The
Insanity of War Flags Over Graves
by
William Blum
Boiling Frogs Post
Recently
by William Blum: Yeswecanistan
In his autobiography,
Dreams From My Fathers, Barack Obama writes of taking a job
at some point after graduating from Columbia University in 1983.
He describes his employer as a consulting house to multinational
corporations in New York City, and his functions as a research
assistant and financial writer.
Oddly, Obama
doesnt mention the name of his employer. However, a New
York Times story of October 30, 2007 identifies the company
as Business International Corporation. Equally odd is that the Times
did not remind its readers that the newspaper itself had disclosed
in 1977 that Business International had provided cover for four
CIA employees in various countries between 1955 and 1960.
The British
journal, Lobster which, despite its incongruous name,
is a venerable international publication on intelligence matters
has reported that Business International was active in the
1980s promoting the candidacy of Washington-favored candidates in
Australia and Fiji. In 1987, the CIA overthrew the Fiji government
after but one month in office because of its policy of maintaining
the island as a nuclear-free zone, meaning that American nuclear-powered
or nuclear-weapons-carrying ships could not make port calls. After
the Fiji coup, the candidate supported by Business International,
who was much more amenable to Washingtons nuclear desires,
was reinstated to power R.S.K. Mara was Prime Minister or
President of Fiji from 1970 to 2000, except for the one-month break
in 1987.
In his book,
not only doesnt Obama mention his employers name; he
fails to say exactly when he worked there, or why he left the job.
There may well be no significance to these omissions, but inasmuch
as Business International has a long association with the world
of intelligence, covert actions, and attempts to penetrate the radical
left including Students for a Democratic Society (SDS)
its reasonable to wonder if the inscrutable Mr. Obama is concealing
something about his own association with this world.
Adding to the
wonder is the fact that his mother, Ann
Dunham, had been associated during the 1970s and 80s
as employee, consultant, grantee, or student with at least
five organizations with intimate CIA connections during the Cold
War: The Ford Foundation, Agency for International Development (AID),
the Asia Foundation, Development Alternatives, Inc., and the East-West
Center of Hawaii. Much of this time she worked as an anthropologist
in Indonesia and Hawaii, being in good position to gather intelligence
about local communities.
As one example
of the CIA connections of these organizations, consider the disclosure
by John Gilligan, Director of AID during the Carter administration
(1977-81). At one time, many AID field offices were infiltrated
from top to bottom with CIA people. The idea was to plant operatives
in every kind of activity we had overseas, government, volunteer,
religious, every kind. And Development Alternatives, Inc.
is the organization for whom Alan Gross was working when arrested
in Cuba and charged with being part of the ongoing American operation
to destabilize the Cuban government.
July
14, 2012
William
Blum [send him mail] is the
author of Killing
Hope: U.S. Military and CIA Interventions Since World War II,
Rogue
State: a guide to the World's Only Super Power, West-Bloc
Dissident: a Cold War Political Memoir, and Freeing
the World to Death: Essays on the American Empire.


Starting with the line that has "Image is 644x305 pixels.", retype each line down to the end of the entries below, without leaving any out or adding any.

####################

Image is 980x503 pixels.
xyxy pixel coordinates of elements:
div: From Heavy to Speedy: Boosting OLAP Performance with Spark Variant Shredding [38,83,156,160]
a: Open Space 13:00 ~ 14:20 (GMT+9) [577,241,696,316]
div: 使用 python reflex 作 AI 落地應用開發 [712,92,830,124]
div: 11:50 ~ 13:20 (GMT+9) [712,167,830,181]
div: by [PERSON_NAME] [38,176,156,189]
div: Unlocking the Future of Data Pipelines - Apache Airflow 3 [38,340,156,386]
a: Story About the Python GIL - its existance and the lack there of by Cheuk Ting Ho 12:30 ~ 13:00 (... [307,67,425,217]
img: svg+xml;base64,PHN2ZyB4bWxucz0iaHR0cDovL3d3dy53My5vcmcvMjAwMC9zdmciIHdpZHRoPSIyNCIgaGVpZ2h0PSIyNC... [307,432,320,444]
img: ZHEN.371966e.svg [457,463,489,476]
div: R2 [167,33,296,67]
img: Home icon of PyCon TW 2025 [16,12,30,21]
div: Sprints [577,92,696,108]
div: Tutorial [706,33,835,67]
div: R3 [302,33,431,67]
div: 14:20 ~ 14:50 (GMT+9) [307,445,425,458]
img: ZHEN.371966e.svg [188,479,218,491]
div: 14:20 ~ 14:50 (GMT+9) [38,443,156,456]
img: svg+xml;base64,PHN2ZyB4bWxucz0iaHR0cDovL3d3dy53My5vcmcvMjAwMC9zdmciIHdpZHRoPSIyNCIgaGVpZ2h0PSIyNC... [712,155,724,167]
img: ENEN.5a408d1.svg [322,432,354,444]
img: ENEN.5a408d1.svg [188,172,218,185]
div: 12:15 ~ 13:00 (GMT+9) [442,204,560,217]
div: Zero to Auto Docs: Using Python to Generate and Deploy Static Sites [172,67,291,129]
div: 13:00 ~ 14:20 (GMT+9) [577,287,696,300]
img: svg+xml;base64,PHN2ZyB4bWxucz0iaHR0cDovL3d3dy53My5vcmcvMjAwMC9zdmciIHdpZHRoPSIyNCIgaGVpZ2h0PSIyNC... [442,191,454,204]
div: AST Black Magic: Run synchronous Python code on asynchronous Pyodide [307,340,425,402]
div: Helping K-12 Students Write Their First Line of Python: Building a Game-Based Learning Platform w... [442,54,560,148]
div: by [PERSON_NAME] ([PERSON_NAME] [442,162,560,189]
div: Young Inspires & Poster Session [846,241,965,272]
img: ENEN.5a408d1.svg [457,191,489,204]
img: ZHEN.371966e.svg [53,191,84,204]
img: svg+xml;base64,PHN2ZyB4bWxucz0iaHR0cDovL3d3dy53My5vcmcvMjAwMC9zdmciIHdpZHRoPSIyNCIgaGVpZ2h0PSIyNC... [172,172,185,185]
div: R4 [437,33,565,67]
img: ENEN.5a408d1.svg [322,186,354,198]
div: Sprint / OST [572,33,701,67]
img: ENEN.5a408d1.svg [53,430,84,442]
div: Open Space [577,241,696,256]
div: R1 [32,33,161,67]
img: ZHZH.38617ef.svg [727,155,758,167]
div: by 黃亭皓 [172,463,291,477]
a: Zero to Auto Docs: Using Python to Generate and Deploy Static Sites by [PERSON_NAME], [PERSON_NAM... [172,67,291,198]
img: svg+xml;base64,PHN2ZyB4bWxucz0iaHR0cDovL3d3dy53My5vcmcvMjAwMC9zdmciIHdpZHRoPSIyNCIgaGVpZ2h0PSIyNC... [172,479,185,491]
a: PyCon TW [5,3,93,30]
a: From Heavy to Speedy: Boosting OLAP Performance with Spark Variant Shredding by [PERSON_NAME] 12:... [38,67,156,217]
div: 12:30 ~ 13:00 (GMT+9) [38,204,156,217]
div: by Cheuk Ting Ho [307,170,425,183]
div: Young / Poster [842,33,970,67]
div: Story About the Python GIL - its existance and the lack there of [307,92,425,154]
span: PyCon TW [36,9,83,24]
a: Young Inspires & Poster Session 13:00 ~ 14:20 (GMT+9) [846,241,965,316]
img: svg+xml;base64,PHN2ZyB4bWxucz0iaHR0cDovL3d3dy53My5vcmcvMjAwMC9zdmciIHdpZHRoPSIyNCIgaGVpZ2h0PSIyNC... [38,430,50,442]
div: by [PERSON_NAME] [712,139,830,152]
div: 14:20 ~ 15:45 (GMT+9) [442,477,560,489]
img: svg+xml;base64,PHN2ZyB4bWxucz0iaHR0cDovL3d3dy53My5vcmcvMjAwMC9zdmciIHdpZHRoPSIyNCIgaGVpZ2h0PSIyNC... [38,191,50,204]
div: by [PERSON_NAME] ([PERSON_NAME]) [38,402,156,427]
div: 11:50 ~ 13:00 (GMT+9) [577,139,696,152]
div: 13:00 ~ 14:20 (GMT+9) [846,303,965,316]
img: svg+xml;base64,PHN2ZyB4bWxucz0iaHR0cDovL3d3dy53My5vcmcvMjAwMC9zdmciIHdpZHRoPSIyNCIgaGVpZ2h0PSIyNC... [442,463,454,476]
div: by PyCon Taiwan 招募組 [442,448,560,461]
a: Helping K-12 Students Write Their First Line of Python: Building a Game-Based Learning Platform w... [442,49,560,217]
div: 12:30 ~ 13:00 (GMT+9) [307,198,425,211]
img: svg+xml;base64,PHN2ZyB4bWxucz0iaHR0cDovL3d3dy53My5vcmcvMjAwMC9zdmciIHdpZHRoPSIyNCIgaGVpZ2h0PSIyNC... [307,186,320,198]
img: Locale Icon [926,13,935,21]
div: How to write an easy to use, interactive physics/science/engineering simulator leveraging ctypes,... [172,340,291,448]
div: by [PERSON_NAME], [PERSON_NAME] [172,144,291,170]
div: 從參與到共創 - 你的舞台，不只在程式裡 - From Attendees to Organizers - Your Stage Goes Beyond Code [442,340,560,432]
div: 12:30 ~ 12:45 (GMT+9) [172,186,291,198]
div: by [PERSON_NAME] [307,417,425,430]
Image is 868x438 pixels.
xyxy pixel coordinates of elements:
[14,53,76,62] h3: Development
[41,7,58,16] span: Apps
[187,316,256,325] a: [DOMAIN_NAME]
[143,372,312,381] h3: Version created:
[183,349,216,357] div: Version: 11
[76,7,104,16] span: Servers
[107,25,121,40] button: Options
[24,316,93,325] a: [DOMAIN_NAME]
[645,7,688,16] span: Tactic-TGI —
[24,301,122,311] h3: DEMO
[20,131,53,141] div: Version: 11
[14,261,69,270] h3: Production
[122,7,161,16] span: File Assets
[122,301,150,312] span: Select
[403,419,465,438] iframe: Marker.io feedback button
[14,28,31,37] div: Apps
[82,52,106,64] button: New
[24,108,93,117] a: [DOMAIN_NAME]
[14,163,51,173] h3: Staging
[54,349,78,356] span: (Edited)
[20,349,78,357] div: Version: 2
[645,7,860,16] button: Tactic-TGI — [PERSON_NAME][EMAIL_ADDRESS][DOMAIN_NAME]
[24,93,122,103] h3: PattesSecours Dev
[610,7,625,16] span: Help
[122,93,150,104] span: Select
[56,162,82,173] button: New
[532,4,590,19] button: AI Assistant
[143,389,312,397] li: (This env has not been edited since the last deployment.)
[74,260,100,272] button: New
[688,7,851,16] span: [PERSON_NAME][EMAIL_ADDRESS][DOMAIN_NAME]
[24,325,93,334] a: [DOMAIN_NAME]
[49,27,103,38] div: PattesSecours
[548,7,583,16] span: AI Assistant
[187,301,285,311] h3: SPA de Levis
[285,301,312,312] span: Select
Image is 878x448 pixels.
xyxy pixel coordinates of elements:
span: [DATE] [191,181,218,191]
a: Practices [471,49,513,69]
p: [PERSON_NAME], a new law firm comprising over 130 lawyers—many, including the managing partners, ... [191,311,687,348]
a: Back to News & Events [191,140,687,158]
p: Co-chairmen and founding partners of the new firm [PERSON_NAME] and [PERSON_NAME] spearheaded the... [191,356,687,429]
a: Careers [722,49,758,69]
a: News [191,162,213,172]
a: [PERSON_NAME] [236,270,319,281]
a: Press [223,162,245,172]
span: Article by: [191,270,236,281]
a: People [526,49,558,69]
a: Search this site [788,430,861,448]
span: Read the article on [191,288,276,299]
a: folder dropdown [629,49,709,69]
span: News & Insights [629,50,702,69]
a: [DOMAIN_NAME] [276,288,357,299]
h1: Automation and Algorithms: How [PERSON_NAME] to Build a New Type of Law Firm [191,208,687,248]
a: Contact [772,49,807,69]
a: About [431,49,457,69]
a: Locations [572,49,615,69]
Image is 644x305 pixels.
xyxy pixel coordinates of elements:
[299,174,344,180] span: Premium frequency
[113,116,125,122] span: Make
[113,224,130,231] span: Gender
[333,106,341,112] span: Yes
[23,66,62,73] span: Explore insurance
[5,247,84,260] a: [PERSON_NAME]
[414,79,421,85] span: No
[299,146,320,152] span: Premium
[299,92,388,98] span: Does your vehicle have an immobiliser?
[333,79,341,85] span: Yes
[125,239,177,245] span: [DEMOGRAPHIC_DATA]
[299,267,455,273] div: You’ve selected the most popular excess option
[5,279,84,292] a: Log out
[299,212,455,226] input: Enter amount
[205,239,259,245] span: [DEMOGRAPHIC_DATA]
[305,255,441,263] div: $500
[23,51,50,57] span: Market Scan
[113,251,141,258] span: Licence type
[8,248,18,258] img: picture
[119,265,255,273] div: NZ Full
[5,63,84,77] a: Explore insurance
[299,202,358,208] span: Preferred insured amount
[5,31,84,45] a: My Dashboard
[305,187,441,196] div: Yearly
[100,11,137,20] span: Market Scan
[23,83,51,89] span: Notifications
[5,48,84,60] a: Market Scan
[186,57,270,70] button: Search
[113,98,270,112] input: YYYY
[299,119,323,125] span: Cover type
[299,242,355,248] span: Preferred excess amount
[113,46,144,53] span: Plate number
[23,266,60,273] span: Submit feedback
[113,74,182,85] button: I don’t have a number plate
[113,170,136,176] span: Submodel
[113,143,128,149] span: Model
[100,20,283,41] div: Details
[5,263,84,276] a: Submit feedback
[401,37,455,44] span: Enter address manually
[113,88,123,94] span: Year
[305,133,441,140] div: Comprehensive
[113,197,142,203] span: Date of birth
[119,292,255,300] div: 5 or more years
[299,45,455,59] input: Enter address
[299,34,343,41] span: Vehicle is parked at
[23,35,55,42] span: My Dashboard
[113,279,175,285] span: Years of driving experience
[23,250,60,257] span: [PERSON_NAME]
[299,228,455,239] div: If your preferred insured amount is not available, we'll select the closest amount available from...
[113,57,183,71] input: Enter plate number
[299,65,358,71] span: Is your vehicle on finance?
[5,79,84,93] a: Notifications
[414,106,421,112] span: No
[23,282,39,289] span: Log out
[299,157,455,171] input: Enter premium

####################

[Reply to the exercise]
Image is 644x305 pixels.
xyxy pixel coordinates of elements:
[299,174,344,180] span: Premium frequency
[113,116,125,122] span: Make
[113,224,130,231] span: Gender
[333,106,341,112] span: Yes
[23,66,62,73] span: Explore insurance
[5,247,84,260] a: [PERSON_NAME]
[414,79,421,85] span: No
[299,146,320,152] span: Premium
[299,92,388,98] span: Does your vehicle have an immobiliser?
[333,79,341,85] span: Yes
[125,239,177,245] span: [DEMOGRAPHIC_DATA]
[299,267,455,273] div: You’ve selected the most popular excess option
[5,279,84,292] a: Log out
[299,212,455,226] input: Enter amount
[205,239,259,245] span: [DEMOGRAPHIC_DATA]
[305,255,441,263] div: $500
[23,51,50,57] span: Market Scan
[113,251,141,258] span: Licence type
[8,248,18,258] img: picture
[119,265,255,273] div: NZ Full
[5,63,84,77] a: Explore insurance
[299,202,358,208] span: Preferred insured amount
[5,31,84,45] a: My Dashboard
[305,187,441,196] div: Yearly
[100,11,137,20] span: Market Scan
[23,83,51,89] span: Notifications
[5,48,84,60] a: Market Scan
[186,57,270,70] button: Search
[113,98,270,112] input: YYYY
[299,119,323,125] span: Cover type
[299,242,355,248] span: Preferred excess amount
[113,46,144,53] span: Plate number
[23,266,60,273] span: Submit feedback
[113,74,182,85] button: I don’t have a number plate
[113,170,136,176] span: Submodel
[113,143,128,149] span: Model
[100,20,283,41] div: Details
[5,263,84,276] a: Submit feedback
[401,37,455,44] span: Enter address manually
[113,88,123,94] span: Year
[305,133,441,140] div: Comprehensive
[113,197,142,203] span: Date of birth
[119,292,255,300] div: 5 or more years
[299,45,455,59] input: Enter address
[299,34,343,41] span: Vehicle is parked at
[23,35,55,42] span: My Dashboard
[113,279,175,285] span: Years of driving experience
[23,250,60,257] span: [PERSON_NAME]
[299,228,455,239] div: If your preferred insured amount is not available, we'll select the closest amount available from...
[113,57,183,71] input: Enter plate number
[299,65,358,71] span: Is your vehicle on finance?
[5,79,84,93] a: Notifications
[414,106,421,112] span: No
[23,282,39,289] span: Log out
[299,157,455,171] input: Enter premium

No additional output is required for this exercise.